The First Superhero Action Comic Devoted to….Copyright Law

Whack! Pow! Now here’s an inspired idea: a comic book account about how copyright law is both beneficial and harmful to creativity, especially in documentary filmmaking. Bound by Law? is a 78-page comic about a sexy filmmaker a la Lara Croft of Tomb Raider, and her adventures in trying to shoot a documentary about a day in the life of New York City.

The point of this improbable comic book is to demystify the arcane legalisms and absurdities of copyright law in a fun, entertaining way. God knows this stuff — fair use, the erosion of the public domain, the intricacies of the “permission culture” — does not normally go down easy. The comic has lots of visual puns and humor that brings to mind the Simpsons, all of it wrapped in the comic book gestalt. You can download the entire comic here — or buy it here from Amazon.com.

The fertile, enterprising minds behind Bound by Law? are intellectual property scholars Keith Aoki, James Boyle and Jennifer Jenkins. Aoki is not only a professor at the University of Oregon, he’s the illustrator, and what an inspired job he does! Boyle is a professor at Duke Law School and the author of the landmark 1996 book, Shamans, Software and Spleens, one of the first books to explore the crazy imperialism of IP law. Jennifer Jenkins is the director of the Center for the Study of the Public Domain, who in a former life was involved in defending Alice Randall’s The Wind Done Gone against a lawsuit brought by the estate of Margaret Mitchell, author of Gone With the Wind, which sought to stop Randall’s devastating parody of the racist classic.

Bound by Law? could go on to be a classic in its own right. It’s a real genre-stretcher embodying the very creativity that it seeks to promote.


Exercise details -
All lines holding the word "Geographical" should be located in the records and copied.

(Records excerpted from a collection)
★ ★ ★ ★ ★

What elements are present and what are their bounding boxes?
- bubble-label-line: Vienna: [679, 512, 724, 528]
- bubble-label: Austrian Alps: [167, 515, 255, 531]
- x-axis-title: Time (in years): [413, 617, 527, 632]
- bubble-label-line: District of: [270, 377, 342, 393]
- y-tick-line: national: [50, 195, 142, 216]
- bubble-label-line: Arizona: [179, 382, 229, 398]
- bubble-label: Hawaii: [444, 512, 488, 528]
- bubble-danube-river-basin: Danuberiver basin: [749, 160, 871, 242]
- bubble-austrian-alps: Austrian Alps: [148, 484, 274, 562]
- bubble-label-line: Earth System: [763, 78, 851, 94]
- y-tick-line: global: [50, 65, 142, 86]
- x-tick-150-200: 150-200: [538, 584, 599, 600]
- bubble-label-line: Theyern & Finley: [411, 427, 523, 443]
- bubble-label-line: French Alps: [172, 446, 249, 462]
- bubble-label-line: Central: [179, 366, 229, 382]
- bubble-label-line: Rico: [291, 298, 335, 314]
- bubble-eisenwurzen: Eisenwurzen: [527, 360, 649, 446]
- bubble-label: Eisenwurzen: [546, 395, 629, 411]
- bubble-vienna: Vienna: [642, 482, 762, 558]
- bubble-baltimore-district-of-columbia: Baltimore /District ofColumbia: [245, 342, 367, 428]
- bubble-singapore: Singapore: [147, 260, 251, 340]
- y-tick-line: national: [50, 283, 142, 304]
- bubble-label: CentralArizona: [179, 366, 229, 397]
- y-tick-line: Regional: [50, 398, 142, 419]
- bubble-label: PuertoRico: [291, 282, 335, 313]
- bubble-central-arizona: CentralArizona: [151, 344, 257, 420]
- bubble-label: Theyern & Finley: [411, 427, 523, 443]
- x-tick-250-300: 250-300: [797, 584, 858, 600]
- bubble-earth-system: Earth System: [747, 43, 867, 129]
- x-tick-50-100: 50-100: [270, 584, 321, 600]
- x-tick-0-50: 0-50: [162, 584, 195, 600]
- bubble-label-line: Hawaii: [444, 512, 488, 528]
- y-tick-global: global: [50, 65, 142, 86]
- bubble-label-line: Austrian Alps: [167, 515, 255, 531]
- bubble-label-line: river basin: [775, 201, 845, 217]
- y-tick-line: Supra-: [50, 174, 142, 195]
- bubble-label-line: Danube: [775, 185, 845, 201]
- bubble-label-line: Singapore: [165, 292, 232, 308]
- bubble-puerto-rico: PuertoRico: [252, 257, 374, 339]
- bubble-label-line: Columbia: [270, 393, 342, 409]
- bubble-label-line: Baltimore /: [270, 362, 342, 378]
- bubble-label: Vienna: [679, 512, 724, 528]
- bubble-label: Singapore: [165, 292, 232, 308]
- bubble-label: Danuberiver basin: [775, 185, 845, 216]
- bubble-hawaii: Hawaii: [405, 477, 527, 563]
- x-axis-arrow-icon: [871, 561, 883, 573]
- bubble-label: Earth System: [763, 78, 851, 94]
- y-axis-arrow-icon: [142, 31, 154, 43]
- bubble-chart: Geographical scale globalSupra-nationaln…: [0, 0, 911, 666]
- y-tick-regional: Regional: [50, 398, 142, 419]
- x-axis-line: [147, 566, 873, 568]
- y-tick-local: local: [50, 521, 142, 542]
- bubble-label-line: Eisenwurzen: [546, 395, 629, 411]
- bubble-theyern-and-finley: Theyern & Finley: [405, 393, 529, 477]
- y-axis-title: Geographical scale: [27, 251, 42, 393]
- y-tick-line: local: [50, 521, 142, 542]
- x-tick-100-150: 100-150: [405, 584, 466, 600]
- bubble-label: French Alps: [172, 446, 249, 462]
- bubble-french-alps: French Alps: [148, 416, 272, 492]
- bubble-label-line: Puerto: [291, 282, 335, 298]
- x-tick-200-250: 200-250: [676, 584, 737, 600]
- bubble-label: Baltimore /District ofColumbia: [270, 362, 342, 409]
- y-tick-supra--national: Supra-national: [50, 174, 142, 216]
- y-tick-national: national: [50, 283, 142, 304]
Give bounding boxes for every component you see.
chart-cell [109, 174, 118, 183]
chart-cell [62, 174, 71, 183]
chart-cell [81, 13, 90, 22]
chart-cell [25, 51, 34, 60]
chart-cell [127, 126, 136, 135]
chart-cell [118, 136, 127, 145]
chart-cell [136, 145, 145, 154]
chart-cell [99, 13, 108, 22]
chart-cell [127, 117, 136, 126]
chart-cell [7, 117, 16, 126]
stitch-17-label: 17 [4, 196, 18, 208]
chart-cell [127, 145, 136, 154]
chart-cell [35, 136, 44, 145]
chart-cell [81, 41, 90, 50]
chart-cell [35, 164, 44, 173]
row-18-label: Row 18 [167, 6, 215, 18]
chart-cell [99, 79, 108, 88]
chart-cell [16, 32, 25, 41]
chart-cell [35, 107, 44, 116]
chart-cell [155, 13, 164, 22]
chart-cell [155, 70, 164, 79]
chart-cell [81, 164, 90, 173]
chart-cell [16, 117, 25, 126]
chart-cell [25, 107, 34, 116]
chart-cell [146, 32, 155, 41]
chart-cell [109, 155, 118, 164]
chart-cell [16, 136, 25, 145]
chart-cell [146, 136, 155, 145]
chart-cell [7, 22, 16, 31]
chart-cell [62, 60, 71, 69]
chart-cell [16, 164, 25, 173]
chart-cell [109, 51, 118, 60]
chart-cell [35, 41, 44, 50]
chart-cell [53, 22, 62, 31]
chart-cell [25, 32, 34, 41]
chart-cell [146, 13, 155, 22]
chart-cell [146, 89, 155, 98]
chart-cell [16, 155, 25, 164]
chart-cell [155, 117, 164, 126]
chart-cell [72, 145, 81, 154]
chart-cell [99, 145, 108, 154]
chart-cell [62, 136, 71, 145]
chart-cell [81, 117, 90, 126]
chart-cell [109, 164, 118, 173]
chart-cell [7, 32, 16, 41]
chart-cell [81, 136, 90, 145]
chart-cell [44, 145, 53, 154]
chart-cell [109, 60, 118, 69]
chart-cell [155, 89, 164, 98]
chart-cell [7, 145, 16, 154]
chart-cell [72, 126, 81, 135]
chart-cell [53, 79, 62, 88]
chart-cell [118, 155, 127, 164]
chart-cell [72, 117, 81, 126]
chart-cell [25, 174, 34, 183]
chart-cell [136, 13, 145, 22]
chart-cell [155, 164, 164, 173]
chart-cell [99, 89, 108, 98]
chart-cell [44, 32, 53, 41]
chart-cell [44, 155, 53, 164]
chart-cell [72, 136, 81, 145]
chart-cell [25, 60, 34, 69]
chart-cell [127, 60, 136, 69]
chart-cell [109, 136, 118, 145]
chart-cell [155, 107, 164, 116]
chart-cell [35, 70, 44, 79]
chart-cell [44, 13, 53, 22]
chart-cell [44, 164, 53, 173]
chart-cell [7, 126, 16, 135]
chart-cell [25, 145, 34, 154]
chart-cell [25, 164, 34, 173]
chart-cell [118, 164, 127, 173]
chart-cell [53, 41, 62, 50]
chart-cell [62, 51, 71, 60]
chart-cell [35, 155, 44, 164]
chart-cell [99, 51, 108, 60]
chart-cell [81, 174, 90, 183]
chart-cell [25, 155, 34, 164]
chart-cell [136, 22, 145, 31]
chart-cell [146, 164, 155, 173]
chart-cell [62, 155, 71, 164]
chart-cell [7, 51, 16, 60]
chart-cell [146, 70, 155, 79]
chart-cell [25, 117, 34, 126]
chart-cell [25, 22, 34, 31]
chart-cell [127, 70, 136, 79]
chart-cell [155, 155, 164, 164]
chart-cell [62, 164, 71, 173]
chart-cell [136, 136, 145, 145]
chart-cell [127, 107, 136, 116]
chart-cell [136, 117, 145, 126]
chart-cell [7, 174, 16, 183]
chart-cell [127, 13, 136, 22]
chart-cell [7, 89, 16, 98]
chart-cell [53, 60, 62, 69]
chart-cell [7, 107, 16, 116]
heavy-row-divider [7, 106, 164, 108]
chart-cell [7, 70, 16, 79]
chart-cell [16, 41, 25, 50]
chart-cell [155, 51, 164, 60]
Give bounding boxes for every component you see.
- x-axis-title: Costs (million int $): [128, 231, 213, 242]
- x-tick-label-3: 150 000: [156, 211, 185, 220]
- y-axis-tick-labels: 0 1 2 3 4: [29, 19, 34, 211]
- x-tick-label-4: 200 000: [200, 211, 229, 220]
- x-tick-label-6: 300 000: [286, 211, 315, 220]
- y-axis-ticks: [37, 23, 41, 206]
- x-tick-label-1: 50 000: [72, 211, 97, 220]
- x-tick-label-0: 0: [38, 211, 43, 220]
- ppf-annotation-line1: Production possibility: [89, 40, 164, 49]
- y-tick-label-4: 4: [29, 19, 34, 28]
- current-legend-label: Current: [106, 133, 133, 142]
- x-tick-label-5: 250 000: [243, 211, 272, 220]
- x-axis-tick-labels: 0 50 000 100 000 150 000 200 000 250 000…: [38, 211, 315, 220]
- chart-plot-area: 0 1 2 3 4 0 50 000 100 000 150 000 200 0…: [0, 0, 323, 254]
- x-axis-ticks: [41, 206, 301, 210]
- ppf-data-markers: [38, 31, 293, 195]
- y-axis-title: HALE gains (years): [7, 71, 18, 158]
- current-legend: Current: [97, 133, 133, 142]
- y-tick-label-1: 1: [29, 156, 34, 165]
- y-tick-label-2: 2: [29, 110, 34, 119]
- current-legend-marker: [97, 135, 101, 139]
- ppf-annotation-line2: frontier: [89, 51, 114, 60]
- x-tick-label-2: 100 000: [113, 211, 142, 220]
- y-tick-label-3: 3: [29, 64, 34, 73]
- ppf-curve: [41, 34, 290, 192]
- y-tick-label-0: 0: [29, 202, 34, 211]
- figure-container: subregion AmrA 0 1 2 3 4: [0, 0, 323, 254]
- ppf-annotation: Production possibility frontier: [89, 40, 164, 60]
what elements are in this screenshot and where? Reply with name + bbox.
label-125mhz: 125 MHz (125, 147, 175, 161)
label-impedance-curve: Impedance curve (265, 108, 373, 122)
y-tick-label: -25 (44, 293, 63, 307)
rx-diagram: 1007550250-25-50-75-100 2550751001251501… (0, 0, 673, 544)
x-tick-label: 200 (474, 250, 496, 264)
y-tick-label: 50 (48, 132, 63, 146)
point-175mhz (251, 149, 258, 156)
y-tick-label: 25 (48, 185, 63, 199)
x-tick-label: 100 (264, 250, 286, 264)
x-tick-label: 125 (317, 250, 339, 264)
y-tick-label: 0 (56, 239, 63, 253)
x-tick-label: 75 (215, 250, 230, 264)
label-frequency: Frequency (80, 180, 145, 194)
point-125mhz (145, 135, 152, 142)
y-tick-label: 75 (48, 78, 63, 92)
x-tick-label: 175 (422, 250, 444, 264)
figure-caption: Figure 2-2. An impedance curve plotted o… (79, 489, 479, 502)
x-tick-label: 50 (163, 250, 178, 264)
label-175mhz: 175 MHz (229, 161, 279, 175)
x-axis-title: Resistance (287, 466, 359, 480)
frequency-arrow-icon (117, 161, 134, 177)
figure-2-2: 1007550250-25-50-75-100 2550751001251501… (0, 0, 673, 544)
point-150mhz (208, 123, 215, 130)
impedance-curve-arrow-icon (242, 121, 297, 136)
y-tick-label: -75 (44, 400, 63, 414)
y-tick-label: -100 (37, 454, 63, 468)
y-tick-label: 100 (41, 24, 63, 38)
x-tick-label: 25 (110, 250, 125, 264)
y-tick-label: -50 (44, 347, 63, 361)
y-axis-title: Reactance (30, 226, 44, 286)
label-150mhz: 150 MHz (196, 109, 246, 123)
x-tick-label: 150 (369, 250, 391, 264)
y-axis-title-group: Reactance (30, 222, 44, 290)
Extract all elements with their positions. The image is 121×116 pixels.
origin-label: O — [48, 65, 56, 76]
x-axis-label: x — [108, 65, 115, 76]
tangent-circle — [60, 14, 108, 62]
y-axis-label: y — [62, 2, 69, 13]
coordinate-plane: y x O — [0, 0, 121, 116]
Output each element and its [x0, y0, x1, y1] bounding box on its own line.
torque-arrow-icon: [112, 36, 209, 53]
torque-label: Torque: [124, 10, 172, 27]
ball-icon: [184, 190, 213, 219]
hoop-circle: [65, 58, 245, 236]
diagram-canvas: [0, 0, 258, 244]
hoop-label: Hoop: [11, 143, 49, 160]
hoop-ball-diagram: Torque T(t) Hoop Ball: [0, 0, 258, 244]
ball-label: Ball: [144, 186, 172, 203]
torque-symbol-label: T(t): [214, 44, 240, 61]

★ ★ ★ ★ ★

Written reply -
- bubble-chart: Geographical scale globalSupra-nationaln…: [0, 0, 911, 666]
- y-axis-title: Geographical scale: [27, 251, 42, 393]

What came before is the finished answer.